With 2.8 the right-hand side operand of the IN-operator will additionally be pre-sorted if it is a variable that is defined by an arbitrary expression in an outer loop, e.g.
LET values = some expression
FOR foo IN bar
FILTER foo.bar IN values
In this case 2.7 will do a linear search on the IN values in the inner loop, which is slow when the IN list is very big. 2.8 will pre-sort the IN values and do a binary search for this.
Note that this still does not affect hard-coded IN lists of IN lists that are populated using bind parameters. These will be fast anyway.
Regarding performance when a client program is involved:
Let's say there is an IN list with 1,000 values. If you would issue 1,000 individual requests using the equality operator (==) then you would need to issue 1,000 HTTP requests, which will mean high network overhead. If you would put the 1,000 values in a single IN list, then you will have only a single HTTP request, though the one query will take longer than each of the single-value ones, and will produce a much bigger result.
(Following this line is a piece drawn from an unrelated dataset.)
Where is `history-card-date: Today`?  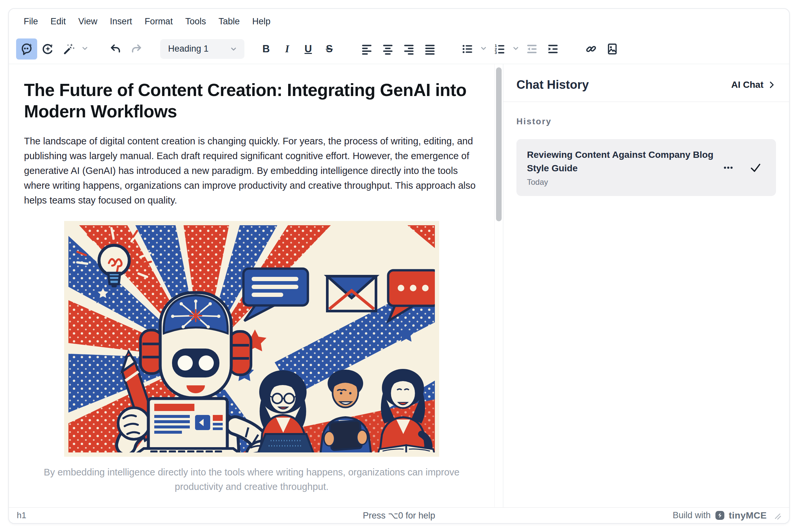
history-card-date: Today is located at coordinates (621, 182).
That does not mean you should use an IN list with any number of values. For example, it won't make sense to use an IN list with several million values. Then compiling the one query, building the query result and fetching it from the server will also take very long. As a rule of thumb it may be most sensible to use IN lists but to not let them grow without bounds. I'd recommend starting with IN lists of 1,000 values or so (adjust as needed) and try what the response times and sizes are (also much depends on document sizes).
The length of an AQL query string is not artificially limited by ArangoDB, but it will definitely fail if the query string exceeds 2^31 bytes in length. But before that you're likely to run out of memory anyway, so please don't use *that* long query strings.